By 2060, or likely well before, if solar continues down its historical learning curve, solar should be absurdly cheap, so cheap that resistive heat will be cheaper than burning any fossil fuel. We might even see artificial geothermal, where excess power is just dumped into heating rocks and water underground.
Yes PV cells will also get more efficient, but the problem of building all the factories to produce them and installing the low energy density solar farms, then storing the energy for daily and seasonal cycles and transmitting it to the population centers is a hugely wasteful process. Who is to say it is more practical than fusion. Spending a few billion to explore more economical ways to generate energy using one of the few methods that nature permits us seems like a drop in the bucket. If some optimists want to try it, good for them.
Edit: Most of the expanded PV factory production will be best utilized for industrial processes, further limiting the amount of PV available to replace baseload. https://kavli.berkeley.edu/kavli-ensi-retreat-solar-energy-f...
Applying your same argument, one could conclude nuclear has no chance, since there is limited capacity to make nuclear power plants, and those making them have been losing large amounts of money. And unlike solar, there are not good experience effects there.
Combustion turbines have also shown economic trouble lately. GE's troubles stem in part from betting on that just before demand started collapsing.
Who says solar will be more practical than fusion, you ask? Extrapolating historical learning curves, the levelized cost of solar will drop to $0.01/kWh or so by the time the world transitions to mostly solar, especially in the sunniest areas. This is vastly lower than the projected cost of energy from fusion. If you say fusion will show experience effects too, then I'll note that fusion is most like fission, and fission (as I mentioned above) has not shown such effects, probably due to the inherent complexity and long construction time scales.
An ultimate low cost for solar will excuse many sins of variability and seasonality, allowing wasteful overinstallation and inefficient long term storage.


Reproduce the data below in full. Nothing should differ from the original.

Data extracted from a collection:
+++

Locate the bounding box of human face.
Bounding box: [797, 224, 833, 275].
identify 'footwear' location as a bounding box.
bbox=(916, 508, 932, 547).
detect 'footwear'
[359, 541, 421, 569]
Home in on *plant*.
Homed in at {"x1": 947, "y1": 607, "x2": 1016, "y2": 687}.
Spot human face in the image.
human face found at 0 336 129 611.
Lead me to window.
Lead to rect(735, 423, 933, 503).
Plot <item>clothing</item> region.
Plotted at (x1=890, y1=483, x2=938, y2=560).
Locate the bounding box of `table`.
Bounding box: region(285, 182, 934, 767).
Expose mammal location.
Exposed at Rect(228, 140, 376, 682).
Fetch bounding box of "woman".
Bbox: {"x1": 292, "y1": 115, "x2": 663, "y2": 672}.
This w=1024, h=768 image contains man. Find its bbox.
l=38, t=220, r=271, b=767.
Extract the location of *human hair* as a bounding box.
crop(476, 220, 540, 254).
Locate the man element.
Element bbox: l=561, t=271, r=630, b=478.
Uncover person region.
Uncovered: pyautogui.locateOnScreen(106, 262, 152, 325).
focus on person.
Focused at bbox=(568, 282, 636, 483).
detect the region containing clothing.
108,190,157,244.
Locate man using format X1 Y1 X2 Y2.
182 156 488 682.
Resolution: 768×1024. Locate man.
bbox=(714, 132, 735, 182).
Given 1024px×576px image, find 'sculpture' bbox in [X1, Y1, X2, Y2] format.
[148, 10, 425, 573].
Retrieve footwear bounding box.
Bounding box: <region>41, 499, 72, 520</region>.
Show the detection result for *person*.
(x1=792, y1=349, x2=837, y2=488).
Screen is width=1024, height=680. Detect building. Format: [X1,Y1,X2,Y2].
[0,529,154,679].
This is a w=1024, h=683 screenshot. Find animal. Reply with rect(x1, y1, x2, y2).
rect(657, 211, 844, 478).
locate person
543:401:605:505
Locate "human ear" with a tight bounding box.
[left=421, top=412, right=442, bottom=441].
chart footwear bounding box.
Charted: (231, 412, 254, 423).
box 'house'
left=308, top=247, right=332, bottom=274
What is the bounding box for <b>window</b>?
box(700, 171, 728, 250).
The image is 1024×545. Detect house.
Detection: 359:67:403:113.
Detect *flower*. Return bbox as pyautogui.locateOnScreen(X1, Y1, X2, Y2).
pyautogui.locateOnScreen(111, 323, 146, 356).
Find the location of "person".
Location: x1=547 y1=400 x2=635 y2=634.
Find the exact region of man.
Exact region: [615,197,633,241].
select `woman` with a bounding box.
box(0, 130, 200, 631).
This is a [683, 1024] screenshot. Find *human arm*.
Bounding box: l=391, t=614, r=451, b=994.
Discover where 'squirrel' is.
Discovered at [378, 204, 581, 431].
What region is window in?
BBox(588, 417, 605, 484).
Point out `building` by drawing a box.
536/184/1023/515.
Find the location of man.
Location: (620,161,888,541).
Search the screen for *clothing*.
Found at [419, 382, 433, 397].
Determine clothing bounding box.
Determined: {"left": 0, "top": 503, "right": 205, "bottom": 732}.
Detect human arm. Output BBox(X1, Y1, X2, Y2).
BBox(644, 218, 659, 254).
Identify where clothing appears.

+++

Reply to the exercise:
Locate the bounding box of human face.
Bounding box: [797, 224, 833, 275].
identify 'footwear' location as a bounding box.
bbox=(916, 508, 932, 547).
detect 'footwear'
[359, 541, 421, 569]
Home in on *plant*.
Homed in at {"x1": 947, "y1": 607, "x2": 1016, "y2": 687}.
Spot human face in the image.
human face found at 0 336 129 611.
Lead me to window.
Lead to rect(735, 423, 933, 503).
Plot <item>clothing</item> region.
Plotted at (x1=890, y1=483, x2=938, y2=560).
Locate the bounding box of `table`.
Bounding box: region(285, 182, 934, 767).
Expose mammal location.
Exposed at Rect(228, 140, 376, 682).
Fetch bounding box of "woman".
Bbox: {"x1": 292, "y1": 115, "x2": 663, "y2": 672}.
This w=1024, h=768 image contains man. Find its bbox.
l=38, t=220, r=271, b=767.
Extract the location of *human hair* as a bounding box.
crop(476, 220, 540, 254).
Locate the man element.
Element bbox: l=561, t=271, r=630, b=478.
Uncover person region.
Uncovered: pyautogui.locateOnScreen(106, 262, 152, 325).
focus on person.
Focused at bbox=(568, 282, 636, 483).
detect the region containing clothing.
108,190,157,244.
Locate man using format X1 Y1 X2 Y2.
182 156 488 682.
Resolution: 768×1024. Locate man.
bbox=(714, 132, 735, 182).
Given 1024px×576px image, find 'sculpture' bbox in [X1, Y1, X2, Y2] format.
[148, 10, 425, 573].
Retrieve footwear bounding box.
Bounding box: <region>41, 499, 72, 520</region>.
Show the detection result for *person*.
(x1=792, y1=349, x2=837, y2=488).
Screen is width=1024, height=680. Detect building. Format: [X1,Y1,X2,Y2].
[0,529,154,679].
This is a w=1024, h=683 screenshot. Find animal. Reply with rect(x1, y1, x2, y2).
rect(657, 211, 844, 478).
locate person
543:401:605:505
Locate "human ear" with a tight bounding box.
[left=421, top=412, right=442, bottom=441].
chart footwear bounding box.
Charted: (231, 412, 254, 423).
box 'house'
left=308, top=247, right=332, bottom=274
What is the bounding box for <b>window</b>?
box(700, 171, 728, 250).
The image is 1024×545. Detect house.
Detection: 359:67:403:113.
Detect *flower*. Return bbox as pyautogui.locateOnScreen(X1, Y1, X2, Y2).
pyautogui.locateOnScreen(111, 323, 146, 356).
Find the location of "person".
Location: x1=547 y1=400 x2=635 y2=634.
Find the exact region of man.
Exact region: [615,197,633,241].
select `woman` with a bounding box.
box(0, 130, 200, 631).
This is a [683, 1024] screenshot. Find *human arm*.
Bounding box: l=391, t=614, r=451, b=994.
Discover where 'squirrel' is.
Discovered at [378, 204, 581, 431].
What region is window in?
BBox(588, 417, 605, 484).
Point out `building` by drawing a box.
536/184/1023/515.
Find the location of man.
Location: (620,161,888,541).
Search the screen for *clothing*.
Found at [419, 382, 433, 397].
Determine clothing bounding box.
Determined: {"left": 0, "top": 503, "right": 205, "bottom": 732}.
Detect human arm. Output BBox(X1, Y1, X2, Y2).
BBox(644, 218, 659, 254).
Identify where clothing appears.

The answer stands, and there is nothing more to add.